Friday, May 6, 2016

Crisis of leadership

 IT’S always good to check from time to time this social
and political requirement of ours. We always need leaders who can
effectively orchestrate the different elements of our life so that we
can attain or, at least, facilitate the attainment of our common good.

            It’s a tremendous responsibility to choose the right
people we put at the helm of our society to steer us in the right
direction. With challenges getting not only plentier but also
trickier, we need to know what criteria we should be using or what
values should guide us in selecting our leaders.

            Are they the appropriate ones? Or do we allow ourselves to
be used and deceived by all sorts of gimmicks played around?

            Candidates for leadership will obviously try to take
advantage of anything they think would help them in their pursuit for
positions. They will build up their war chest, bolster their
popularity, package themselves as attractively as possible.
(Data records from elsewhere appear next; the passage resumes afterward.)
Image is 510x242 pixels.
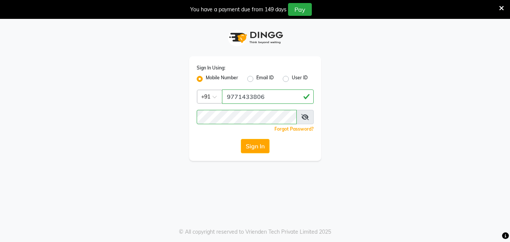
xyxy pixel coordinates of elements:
label: Email ID [256,74,274,83]
a: Forgot Password? [274,126,314,132]
label: Sign In Using: [197,65,225,71]
input: Username [197,110,297,124]
button: Sign In [241,139,270,153]
label: User ID [292,74,308,83]
img: logo1.svg [225,26,285,49]
button: Pay [288,3,312,16]
label: Mobile Number [206,74,238,83]
div: You have a payment due from 149 days [190,6,287,14]
input: Username [222,89,314,104]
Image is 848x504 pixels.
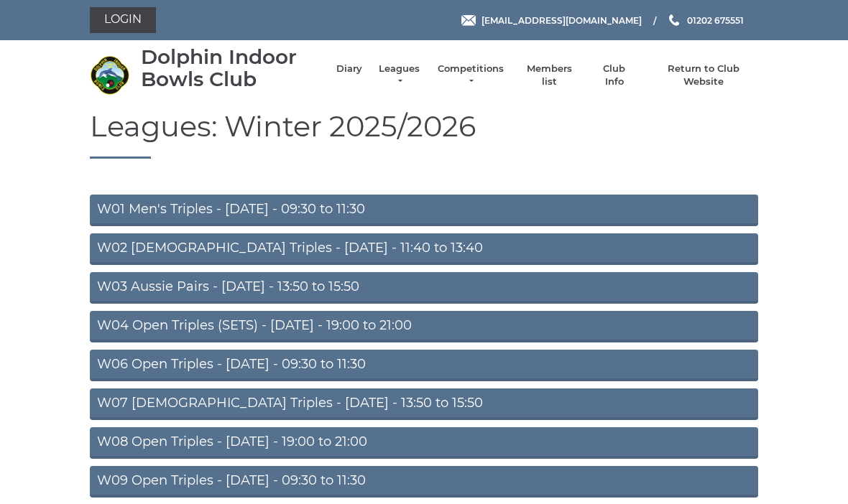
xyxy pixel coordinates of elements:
a: W06 Open Triples - [DATE] - 09:30 to 11:30 [90,350,759,382]
a: Diary [337,62,362,76]
img: Email [461,15,476,26]
a: W02 [DEMOGRAPHIC_DATA] Triples - [DATE] - 11:40 to 13:40 [90,234,759,265]
span: [EMAIL_ADDRESS][DOMAIN_NAME] [482,14,642,25]
a: Login [90,7,156,33]
a: W03 Aussie Pairs - [DATE] - 13:50 to 15:50 [90,272,759,304]
a: Leagues [377,62,422,88]
a: Return to Club Website [650,62,759,88]
a: Phone us 01202 675551 [667,13,744,28]
a: W01 Men's Triples - [DATE] - 09:30 to 11:30 [90,194,759,227]
a: Email [EMAIL_ADDRESS][DOMAIN_NAME] [461,13,642,28]
a: W08 Open Triples - [DATE] - 19:00 to 21:00 [90,427,759,459]
a: Competitions [436,62,505,88]
span: 01202 675551 [687,14,744,25]
a: W04 Open Triples (SETS) - [DATE] - 19:00 to 21:00 [90,311,759,343]
div: Dolphin Indoor Bowls Club [141,46,322,90]
img: Dolphin Indoor Bowls Club [90,55,129,95]
a: W09 Open Triples - [DATE] - 09:30 to 11:30 [90,467,759,498]
a: W07 [DEMOGRAPHIC_DATA] Triples - [DATE] - 13:50 to 15:50 [90,389,759,420]
a: Members list [520,62,578,88]
img: Phone us [669,14,679,26]
a: Club Info [594,62,636,88]
h1: Leagues: Winter 2025/2026 [90,111,759,159]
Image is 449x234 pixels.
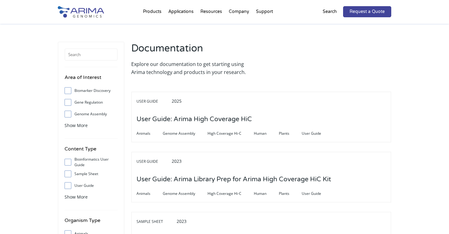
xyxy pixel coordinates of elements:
span: User Guide [137,158,170,166]
p: Search [323,8,337,16]
span: Human [254,190,279,198]
span: User Guide [137,98,170,105]
span: Animals [137,130,163,137]
label: Biomarker Discovery [65,86,118,95]
span: 2025 [172,98,182,104]
span: Sample Sheet [137,218,175,226]
span: High Coverage Hi-C [208,130,254,137]
label: Gene Regulation [65,98,118,107]
span: Genome Assembly [163,130,208,137]
h4: Area of Interest [65,74,118,86]
span: Plants [279,130,302,137]
span: Show More [65,194,88,200]
span: Genome Assembly [163,190,208,198]
h4: Organism Type [65,217,118,229]
h4: Content Type [65,145,118,158]
label: Sample Sheet [65,170,118,179]
span: User Guide [302,130,334,137]
input: Search [65,48,118,61]
a: User Guide: Arima High Coverage HiC [137,116,252,123]
label: Bioinformatics User Guide [65,158,118,167]
span: Show More [65,123,88,128]
span: Animals [137,190,163,198]
a: User Guide: Arima Library Prep for Arima High Coverage HiC Kit [137,176,331,183]
span: 2023 [172,158,182,164]
span: Human [254,130,279,137]
span: User Guide [302,190,334,198]
span: 2023 [177,219,187,225]
img: Arima-Genomics-logo [58,6,104,18]
a: Request a Quote [343,6,391,17]
label: Genome Assembly [65,110,118,119]
label: User Guide [65,181,118,191]
span: High Coverage Hi-C [208,190,254,198]
h3: User Guide: Arima High Coverage HiC [137,110,252,129]
span: Plants [279,190,302,198]
h3: User Guide: Arima Library Prep for Arima High Coverage HiC Kit [137,170,331,189]
p: Explore our documentation to get starting using Arima technology and products in your research. [131,60,258,76]
h2: Documentation [131,42,258,60]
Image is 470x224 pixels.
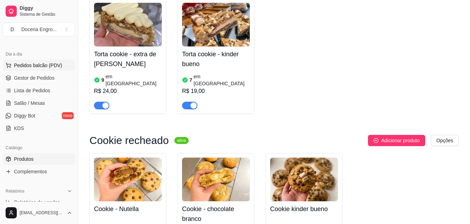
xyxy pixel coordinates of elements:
span: Relatórios [6,188,24,194]
article: em [GEOGRAPHIC_DATA] [106,73,162,87]
a: Salão / Mesas [3,97,75,109]
article: 7 [189,77,192,83]
a: KDS [3,123,75,134]
button: Pedidos balcão (PDV) [3,60,75,71]
img: product-image [270,158,338,201]
span: Opções [436,137,453,144]
h4: Cookie kinder bueno [270,204,338,214]
img: product-image [94,158,162,201]
h4: Cookie - Nutella [94,204,162,214]
sup: ativa [174,137,189,144]
button: Select a team [3,22,75,36]
a: Relatórios de vendas [3,197,75,208]
span: Produtos [14,155,34,162]
span: plus-circle [373,138,378,143]
div: Doceria Engro ... [21,26,57,33]
span: Diggy [20,5,72,12]
a: Diggy Botnovo [3,110,75,121]
span: Sistema de Gestão [20,12,72,17]
span: Lista de Pedidos [14,87,50,94]
div: R$ 24,00 [94,87,162,95]
a: Complementos [3,166,75,177]
h4: Torta cookie - extra de [PERSON_NAME] [94,49,162,69]
h4: Torta cookie - kinder bueno [182,49,250,69]
img: product-image [182,158,250,201]
div: Catálogo [3,142,75,153]
span: Adicionar produto [381,137,420,144]
span: D [9,26,16,33]
img: product-image [94,3,162,46]
button: Adicionar produto [368,135,425,146]
span: Diggy Bot [14,112,35,119]
a: DiggySistema de Gestão [3,3,75,20]
button: Opções [431,135,459,146]
button: [EMAIL_ADDRESS][DOMAIN_NAME] [3,204,75,221]
a: Gestor de Pedidos [3,72,75,83]
img: product-image [182,3,250,46]
article: em [GEOGRAPHIC_DATA] [194,73,250,87]
h4: Cookie - chocolate branco [182,204,250,224]
span: Pedidos balcão (PDV) [14,62,62,69]
span: Complementos [14,168,47,175]
span: KDS [14,125,24,132]
a: Lista de Pedidos [3,85,75,96]
span: Salão / Mesas [14,100,45,107]
div: R$ 19,00 [182,87,250,95]
div: Dia a dia [3,49,75,60]
a: Produtos [3,153,75,165]
h3: Cookie recheado [89,136,169,145]
article: 9 [101,77,104,83]
span: [EMAIL_ADDRESS][DOMAIN_NAME] [20,210,64,216]
span: Relatórios de vendas [14,199,60,206]
span: Gestor de Pedidos [14,74,54,81]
            If you allow them, they will buy you, drown you with their
images, hypnotize you with their names, make all kinds of spins to any
issue, etc. We have to be most wary of these unwelcome cohorts
candidates bring along, and focus on what truly is important in
selecting.

            Besides, they might think of leadership only in the
practical sense, without any reference to God. Power and authority are
seen as coming only from the people, and not as a participation of the
power and authority of God. Charisma, if they have any, is just pure
personal luck, again with no reference to God.

            It’s the voting populace that has more or less the last
say in the choosing. That’s why, to a certain extent we deserve the
kind of leaders we have, since we, in a collective sense, choose them.
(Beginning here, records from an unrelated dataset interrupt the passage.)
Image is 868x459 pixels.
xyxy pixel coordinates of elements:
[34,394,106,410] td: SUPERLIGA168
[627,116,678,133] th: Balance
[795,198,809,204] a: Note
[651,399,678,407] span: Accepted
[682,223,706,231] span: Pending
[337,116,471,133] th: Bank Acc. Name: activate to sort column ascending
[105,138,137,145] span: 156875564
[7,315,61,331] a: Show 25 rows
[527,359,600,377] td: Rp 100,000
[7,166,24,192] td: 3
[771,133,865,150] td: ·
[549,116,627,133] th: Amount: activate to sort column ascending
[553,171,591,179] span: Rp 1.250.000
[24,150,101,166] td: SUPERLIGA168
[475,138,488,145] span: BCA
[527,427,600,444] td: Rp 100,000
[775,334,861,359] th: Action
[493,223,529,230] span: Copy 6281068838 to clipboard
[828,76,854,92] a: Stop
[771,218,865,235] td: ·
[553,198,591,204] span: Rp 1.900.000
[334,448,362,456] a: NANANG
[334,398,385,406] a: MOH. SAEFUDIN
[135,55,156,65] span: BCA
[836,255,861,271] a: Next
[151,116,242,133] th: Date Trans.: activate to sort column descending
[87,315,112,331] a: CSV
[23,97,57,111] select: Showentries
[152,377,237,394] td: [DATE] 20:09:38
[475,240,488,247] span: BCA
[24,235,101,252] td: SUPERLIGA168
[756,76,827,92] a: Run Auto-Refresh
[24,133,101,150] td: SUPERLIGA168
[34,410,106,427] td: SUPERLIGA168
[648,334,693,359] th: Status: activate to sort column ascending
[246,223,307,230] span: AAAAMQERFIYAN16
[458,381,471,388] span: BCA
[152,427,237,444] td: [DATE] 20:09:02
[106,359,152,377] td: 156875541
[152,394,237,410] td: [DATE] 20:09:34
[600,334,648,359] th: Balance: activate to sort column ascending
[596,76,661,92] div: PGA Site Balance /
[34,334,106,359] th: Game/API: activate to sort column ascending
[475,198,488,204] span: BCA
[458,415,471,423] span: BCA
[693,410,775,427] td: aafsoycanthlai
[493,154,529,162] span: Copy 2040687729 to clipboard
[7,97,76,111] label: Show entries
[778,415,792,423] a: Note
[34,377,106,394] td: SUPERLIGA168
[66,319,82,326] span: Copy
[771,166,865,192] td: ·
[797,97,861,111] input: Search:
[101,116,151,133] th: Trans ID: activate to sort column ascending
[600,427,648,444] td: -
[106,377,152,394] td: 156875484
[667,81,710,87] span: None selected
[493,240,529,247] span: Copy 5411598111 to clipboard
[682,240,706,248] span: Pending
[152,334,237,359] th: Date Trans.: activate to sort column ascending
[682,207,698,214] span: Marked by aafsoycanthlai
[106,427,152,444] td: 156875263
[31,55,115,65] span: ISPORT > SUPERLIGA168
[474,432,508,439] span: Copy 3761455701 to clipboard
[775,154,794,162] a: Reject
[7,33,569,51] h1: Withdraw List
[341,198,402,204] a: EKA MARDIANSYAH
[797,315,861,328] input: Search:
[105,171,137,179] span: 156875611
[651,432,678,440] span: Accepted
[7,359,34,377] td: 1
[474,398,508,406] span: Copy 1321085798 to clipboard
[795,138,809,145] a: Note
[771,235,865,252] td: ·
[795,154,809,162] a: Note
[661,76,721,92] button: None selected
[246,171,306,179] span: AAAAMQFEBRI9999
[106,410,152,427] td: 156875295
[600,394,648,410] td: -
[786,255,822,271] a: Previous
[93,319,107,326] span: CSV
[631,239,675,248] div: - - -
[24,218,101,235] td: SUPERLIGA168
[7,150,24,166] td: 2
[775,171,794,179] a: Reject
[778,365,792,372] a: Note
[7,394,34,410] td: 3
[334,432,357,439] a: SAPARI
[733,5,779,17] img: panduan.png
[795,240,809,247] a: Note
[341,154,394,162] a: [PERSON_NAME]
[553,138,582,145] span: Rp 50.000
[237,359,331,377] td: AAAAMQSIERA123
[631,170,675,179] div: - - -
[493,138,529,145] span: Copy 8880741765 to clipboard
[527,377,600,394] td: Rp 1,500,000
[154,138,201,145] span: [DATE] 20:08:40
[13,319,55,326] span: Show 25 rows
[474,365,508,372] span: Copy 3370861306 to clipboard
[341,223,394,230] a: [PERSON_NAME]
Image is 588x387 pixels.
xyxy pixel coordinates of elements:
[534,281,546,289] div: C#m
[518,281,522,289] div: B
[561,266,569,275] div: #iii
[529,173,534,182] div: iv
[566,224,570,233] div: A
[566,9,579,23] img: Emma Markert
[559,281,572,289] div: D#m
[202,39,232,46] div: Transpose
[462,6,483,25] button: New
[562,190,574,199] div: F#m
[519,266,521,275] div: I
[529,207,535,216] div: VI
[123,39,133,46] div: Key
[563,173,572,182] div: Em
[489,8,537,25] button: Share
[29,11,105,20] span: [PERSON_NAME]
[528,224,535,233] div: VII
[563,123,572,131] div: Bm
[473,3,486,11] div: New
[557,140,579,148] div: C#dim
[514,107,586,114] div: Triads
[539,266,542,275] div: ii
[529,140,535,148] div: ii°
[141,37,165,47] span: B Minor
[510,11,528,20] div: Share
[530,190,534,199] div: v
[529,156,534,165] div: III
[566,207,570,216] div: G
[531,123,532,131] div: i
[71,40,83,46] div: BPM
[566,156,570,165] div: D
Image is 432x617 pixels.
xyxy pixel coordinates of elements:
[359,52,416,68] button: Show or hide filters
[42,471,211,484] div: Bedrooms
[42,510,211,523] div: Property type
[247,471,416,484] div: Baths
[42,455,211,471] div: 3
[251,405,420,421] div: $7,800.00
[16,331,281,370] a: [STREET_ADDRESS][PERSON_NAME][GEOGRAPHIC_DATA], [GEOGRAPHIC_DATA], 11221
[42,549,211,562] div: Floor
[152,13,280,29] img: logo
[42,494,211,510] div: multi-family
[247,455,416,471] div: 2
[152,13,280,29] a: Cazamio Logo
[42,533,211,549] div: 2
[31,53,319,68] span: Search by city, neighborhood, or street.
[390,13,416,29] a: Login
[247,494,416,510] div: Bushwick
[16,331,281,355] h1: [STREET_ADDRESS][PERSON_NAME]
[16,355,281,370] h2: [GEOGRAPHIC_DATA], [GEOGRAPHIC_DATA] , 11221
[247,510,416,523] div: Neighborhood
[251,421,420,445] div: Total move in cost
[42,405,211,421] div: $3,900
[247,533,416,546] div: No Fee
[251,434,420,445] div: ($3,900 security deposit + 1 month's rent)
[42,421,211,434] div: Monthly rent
            The classic criteria in choosing our leaders are basically
two: competence and integrity. These, of course, can ramify into
countless branches of considerations.

            But already at the first level, there’s a significant
segment of the people who put these two criteria into conflict. One
part is just contented only with competence and look down on
integrity. As long as the goods are delivered, no matter how, which
can include the immoral means, the leader is regarded effective.

            Another part just looks almost exclusively at integrity,
defining it in some curious ways, with God largely excluded, and
hardly gives any attention to a candidate’s capabilities and
expertise.

            Many fail to see the organic connection, even the mutual
relation between these two basic qualities. They can get contented
with one without the other, not knowing that both need each other to
survive and prosper.

            It’s true that the combination is often an elusive ideal,
and that we can always manage with our enormous capacity for tolerance
and for resourcefulness to get by with any situation. But we have to
work on this goal for choosing leaders with greater determination and
system.

            Our times call for it. We need authentic leaders and we
have to learn how to recognize and elect them. We’ve been in some kind
of a bubble produced by a democracy that hardly exerts any effort to
nourish itself with true values. It contents itself with simple
majority.

            We need to outgrow this mentality and effect a real
conversion, not just putting lipstick on a pig. It’s no easy job at
all. It requires tremendous effort on the part of everyone, and
especially of our leaders. Of course, the transformation has to start
in individuals, in homes, schools and churches.

            Sadly, in many parts of the world today, leadership is
understood and pursued in this way. It’s as if the challenges are
purely political or social or economic. And thus, the solutions can
only come from those provinces. The religious grounding of leadership
is at best confined to an ornamental role.

            It’s truly funny to hear talks of ethics in business and
politics when God is not put into the picture. Instead, shameless
maneuverings and brute power plays are resorted.

            The crisis of leadership in the world stems from this
purely secular outlook. Only time will expose the anomaly of this
attitude. Its congenital error will play out in full, as it seems to
be showing in our current global political crisis. Soon, it will paint
Godless leaders and peoples into a corner.

            At the moment, many of us still feel deeply awkward to
admit the role of God in our leadership and in our assessment of
leaders’ competence and integrity. We are actually playing into the
hands of a worsening and escalating trouble.